Closed jeremymanning closed 7 years ago
I think at least maintaining separate code bases (matlab/python) is probably a good idea. I'm hesitant to toss the MATLAB code out completely, since the majority of the cog neuro community (who may find this tool useful) uses MATLAB primarily. Maybe we can host the MATLAB release on github, but not extend it beyond its current status unless there is a demand for it?
the matlab code in this repository is exactly overlapping with the fileexchange code...so if people want the matlab version they can go to the fileexchange (especially if we link to it). i'd also be fine to host the matlab code on github and then connect the fileexchange version to that.
i'll make a new repository for the matlab code...
we could copy the current codebase as a branch called v1.0, and then all changes to master would be towards a v2.0 release
(future changes)
that seems messy...what about if we just have master be the main branch, and then any time we make changes we branch master and then pull the changes back in?
i guess what i mean is we should have a copy of the 'v1' code somewhere on github that we dont ever change. that way, we know what features are in that version, bugs, etc. we could then maintain master and feature branches...and merge the feature branches into master until master is mature enought for a v2 release
the matlab code is now here: https://github.com/ContextLab/hypertools-matlab
it probably needs to be cleaned up (all i did was copy it from the matlab folder). when we release the python code we can also set that repository to "public". or i'm also happy to set it to public now...i just didn't want us to scoop ourselves or confuse people.
another way to do it would be to maintain a 'releases' folder on master, to which we add a copy of each version that we release
ya, i think holding off on making it public makes sense (and release it along with teh python code)
i like this idea-- but there's an "official" way to do this: https://help.github.com/articles/creating-releases/
ah great!
we could actually try it out for v1...we just need to tag it as a "pre-release" that's not yet ready for production (there's a way to do that)
cool, i think we should try it for v1
👍
you are go for launch*
*of getting the v1 release tagged as a "release"
🚀
v1 official release noted, matlab code moved out of repo, closing this issue
Should we maintain separate MATLAB and Python codebases?

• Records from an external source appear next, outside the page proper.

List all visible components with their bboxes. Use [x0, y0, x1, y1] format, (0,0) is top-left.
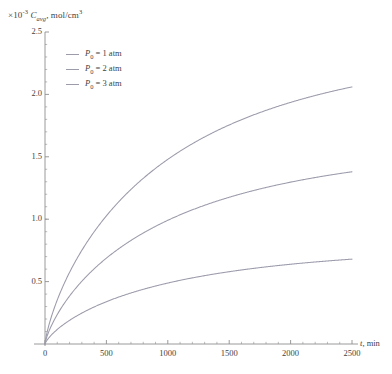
y-tick-label: 0.5 [20, 276, 42, 286]
chart-legend: P0 = 1 atm P0 = 2 atm P0 = 3 atm [66, 47, 122, 92]
y-tick-label: 2.5 [20, 26, 42, 36]
x-tick-label: 1000 [148, 348, 188, 358]
legend-label-p0-3atm: P0 = 3 atm [85, 76, 122, 94]
y-axis-label: ×10-3 Cavg, mol/cm3 [8, 8, 82, 22]
legend-swatch-icon [66, 84, 79, 85]
legend-item-p0-3atm: P0 = 3 atm [66, 77, 122, 92]
plot-area [0, 0, 392, 374]
legend-rest: = 2 atm [93, 63, 121, 73]
y-axis-label-units-exponent: 3 [79, 8, 82, 15]
x-tick-label: 1500 [209, 348, 249, 358]
x-tick-label: 2500 [332, 348, 372, 358]
y-tick-label: 2.0 [20, 88, 42, 98]
y-tick-label: 1.0 [20, 213, 42, 223]
series-line-3 [45, 87, 352, 344]
y-axis-label-units: , mol/cm [46, 10, 79, 20]
y-tick-label: 1.5 [20, 151, 42, 161]
x-axis-label-units: , min [362, 338, 379, 348]
legend-rest: = 1 atm [93, 48, 121, 58]
x-tick-label: 500 [86, 348, 126, 358]
y-axis-label-subscript: avg [36, 15, 46, 22]
y-axis-label-exponent: -3 [22, 8, 28, 15]
x-axis-label: t, min [360, 338, 380, 348]
chart-figure: ×10-3 Cavg, mol/cm3 P0 = 1 atm P0 = 2 at… [0, 0, 392, 374]
y-axis-label-prefix: ×10 [8, 10, 22, 20]
legend-rest: = 3 atm [93, 78, 121, 88]
series-line-2 [45, 172, 352, 344]
x-tick-label: 2000 [271, 348, 311, 358]
legend-swatch-icon [66, 54, 79, 55]
legend-swatch-icon [66, 69, 79, 70]
x-tick-label: 0 [25, 348, 65, 358]
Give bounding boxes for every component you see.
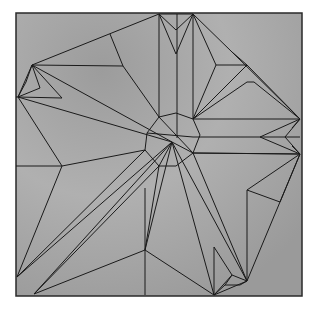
crease-pattern-diagram: [0, 0, 315, 315]
crease-pattern-svg: [0, 0, 315, 315]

The original MATLAB code is already released here: https://www.mathworks.com/matlabcentral/fileexchange/56623-hyperplot-tools
The current Python toolbox goes way beyond the original MATLAB code, and our lab is no longer using MATLAB anyway. So I'm inclined to have us remove the MATLAB code from this repository and just have it be a Python repository.
In a future release we could provide wrappers (for MATLAB, Javascript, R, etc.) for the Python code if we wanted to support those languages; that would allow us to maintain a single "main" codebase without re-writing everything multiple times.
My proposal is that we replace the entire repository with the the current
python
directory. We could also add a link to the original MATLAB code in the readme or in our writeup.Thoughts?